Reputation: 45
The Qt translation documentation states that you can use the QT_TRANSLATE_NOOP
macro for strings that are going to be translated via both tr()
and QApplication::translate()
, e.g.:
static const char* HelloStr = QT_TRANSLATE_NOOP("MyClass", "Hello World");
void MyClass::helloWorld()
{
qDebug() << tr(HelloStr);
qDebug() << QApplication::translate("MyClass", HelloStr);
}
As far as I understood, I just have to make sure that the context given to QT_TRANSLATE_NOOP
is the same as the class name that calls the tr()

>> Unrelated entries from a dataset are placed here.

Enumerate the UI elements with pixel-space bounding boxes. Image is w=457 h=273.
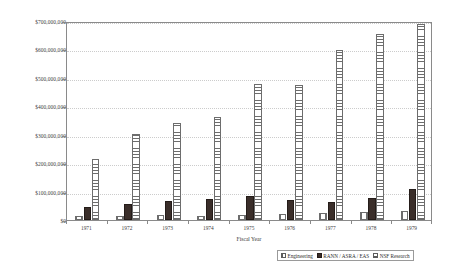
bar-group-1973 [157,23,181,220]
bar [206,199,214,220]
x-axis-tick-label: 1974 [190,225,226,231]
bar-group-1974 [197,23,221,220]
y-axis-tick-label: $0 [4,218,66,224]
bar [401,211,409,220]
bar-chart: $0$100,000,000$200,000,000$300,000,000$4… [0,0,457,273]
bar [376,34,384,220]
bar [173,123,181,221]
bar [157,215,165,220]
legend-label: RANN / ASRA / EAS [323,253,369,259]
y-axis-tick-label: $300,000,000 [4,133,66,139]
bar [84,207,92,220]
y-axis-tick-label: $600,000,000 [4,47,66,53]
y-axis-tick-label: $200,000,000 [4,161,66,167]
y-axis-tick-label: $400,000,000 [4,104,66,110]
x-axis-tick-mark [351,221,352,224]
x-axis-tick-label: 1979 [394,225,430,231]
bar [409,189,417,220]
bar [360,212,368,220]
bar [197,216,205,220]
x-axis-tick-label: 1973 [150,225,186,231]
bar [92,159,100,220]
x-axis-tick-mark [107,221,108,224]
bar [328,202,336,220]
bar [254,84,262,220]
x-axis-tick-label: 1976 [272,225,308,231]
bar-group-1976 [279,23,303,220]
legend-item: Engineering [281,253,313,259]
legend-item: RANN / ASRA / EAS [317,253,369,259]
bar [319,213,327,220]
x-axis-tick-mark [431,221,432,224]
x-axis-tick-label: 1977 [312,225,348,231]
bar-group-1978 [360,23,384,220]
bar [279,214,287,220]
bar [124,204,132,220]
legend-item: NSF Research [373,253,409,259]
bar [132,134,140,220]
bar [116,216,124,220]
legend-swatch [281,253,286,258]
x-axis-tick-label: 1972 [109,225,145,231]
y-axis-tick-label: $100,000,000 [4,190,66,196]
bar-group-1971 [75,23,99,220]
bar [295,85,303,220]
x-axis-tick-label: 1975 [231,225,267,231]
y-axis-tick-label: $500,000,000 [4,76,66,82]
x-axis-tick-mark [229,221,230,224]
x-axis-tick-mark [66,221,67,224]
bar [417,24,425,220]
bar-group-1972 [116,23,140,220]
x-axis-tick-mark [147,221,148,224]
bar-group-1979 [401,23,425,220]
x-axis-tick-label: 1971 [68,225,104,231]
plot-area [66,22,432,221]
legend-swatch [373,253,378,258]
x-axis-tick-label: 1978 [353,225,389,231]
x-axis-tick-mark [310,221,311,224]
bar [214,117,222,220]
bar [336,50,344,220]
x-axis-tick-mark [269,221,270,224]
bar [246,196,254,220]
x-axis: 197119721973197419751976197719781979 [66,221,432,237]
bar-group-1975 [238,23,262,220]
bar [75,216,83,220]
x-axis-tick-mark [391,221,392,224]
bar [238,215,246,220]
x-axis-tick-mark [188,221,189,224]
y-axis: $0$100,000,000$200,000,000$300,000,000$4… [0,22,66,221]
y-axis-tick-label: $700,000,000 [4,19,66,25]
bar [165,201,173,220]
chart-legend: EngineeringRANN / ASRA / EASNSF Research [277,250,414,261]
bar-group-1977 [319,23,343,220]
legend-label: NSF Research [380,253,410,259]
legend-label: Engineering [288,253,313,259]
bar [287,200,295,220]
legend-swatch [317,253,322,258]
x-axis-title: Fiscal Year [66,236,432,243]
bar [368,198,376,220]
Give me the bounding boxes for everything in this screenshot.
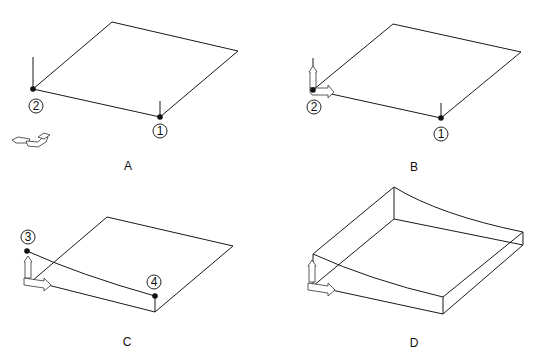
- point-dot: [157, 114, 163, 120]
- point-dot: [438, 115, 444, 121]
- panel-caption: B: [410, 160, 418, 174]
- point-label-3: 3: [25, 230, 32, 244]
- point-dot: [24, 248, 30, 254]
- plane-outline: [33, 22, 238, 117]
- solid-edge: [313, 219, 394, 286]
- ucs-icon: [12, 133, 50, 147]
- point-dot: [30, 86, 36, 92]
- panel-caption: C: [123, 335, 132, 349]
- ucs-icon: [24, 256, 51, 291]
- panel-b: 2 1 B: [307, 24, 521, 174]
- point-label-1: 1: [157, 124, 164, 138]
- point-label-2: 2: [311, 100, 318, 114]
- solid-edge: [443, 245, 523, 314]
- point-label-4: 4: [151, 275, 158, 289]
- point-dot: [152, 293, 158, 299]
- point-label-1: 1: [438, 127, 445, 141]
- point-dot: [310, 87, 316, 93]
- panel-d: D: [308, 187, 523, 350]
- ucs-icon: [308, 260, 335, 296]
- point-label-2: 2: [33, 99, 40, 113]
- plane-outline: [32, 217, 233, 312]
- panel-caption: D: [410, 336, 419, 350]
- solid-edge: [394, 219, 523, 245]
- figure-canvas: 2 1 A 2 1 B: [0, 0, 536, 361]
- solid-top-face: [313, 187, 523, 297]
- panel-c: 3 4 C: [21, 217, 233, 349]
- panel-a: 2 1 A: [12, 22, 238, 173]
- panel-caption: A: [124, 159, 132, 173]
- plane-outline: [313, 24, 521, 118]
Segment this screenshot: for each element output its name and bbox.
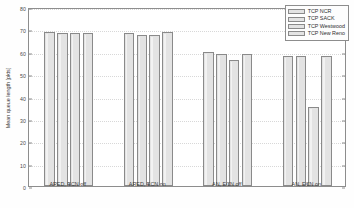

function. But when running this code, I get the following output:
Hello World
Hallo Welt
Only the second version, using QApplication::translate()
does work. Does anybody know why the first version doesn't work?
Upvotes: 3
Views: 3382
Reputation: 2576
Maybe you don't know how to reduce your problem to a minimal reproducible example. This is important because doing so you may find something wrong in your code yourself, or facilitate that others can diagnose it comfortably.
For instance, you don't provide a complete definition of MyClass
. Being tr()
a member of QObject
, I suppose that MyClass
inherits directly or indirectly from QObject
, but maybe you forgot something in the process. Another possibility is that you used Q_DECLARE_TR_FUNCTIONS(MyClass)
and MyClass
so it does not need to be a subclass of QObject
?
Anyway, I've tested both options and it worked for me with no error. Here is my minimal example. You need to run lrelease
to create "i18n_es.qm" that should be copied to the output directory.
test.pro
QT -= gui
CONFIG += c++11 console
SOURCES += main.cpp
TRANSLATIONS += i18n_es.ts
main.cpp
#include <QCoreApplication>
#include <QTranslator>
#include <QDebug>
static const char* HelloStr = QT_TRANSLATE_NOOP("MyClass", "Hello World");
class MyClass
{
Q_DECLARE_TR_FUNCTIONS(MyClass)
public:
void helloWorld() {
qDebug() << tr(HelloStr);
qDebug() << QCoreApplication::translate("MyClass", HelloStr);
}
};
int main(int argc, char *argv[])
{
QCoreApplication a(argc, argv);
QTranslator translator;
qDebug() << "loaded translations ?" << translator.load("i18n_es");
qDebug() << "installed translator ?" << QCoreApplication::installTranslator(&translator);
MyClass test;
test.helloWorld();
return a.exec();
}
i18n_es.ts
<?xml version="1.0" encoding="utf-8"?>
<!DOCTYPE TS>
<TS version="2.1" language="es_ES">
<context>
<name>MyClass</name>
<message>
<location filename="main.cpp" line="5"/>
<source>Hello World</source>
<translation>Hola mundo</translation>
</message>
</context>
</TS>
output
loaded translations ? true
installed translator ? true
"Hola mundo"
"Hola mundo"
Upvotes: 3
Reputation: 2576
The documentation says about both macros that:
They merely mark the text for extraction by the lupdate tool. The macros expand to just the text (without the context).
So, the macros do not directly interfere with tr() or QApplication::translate(). The macros are intended to mark the strings for lupdate to extract them when creating the source .ts files that will be used by lrelease to create .qm translation files.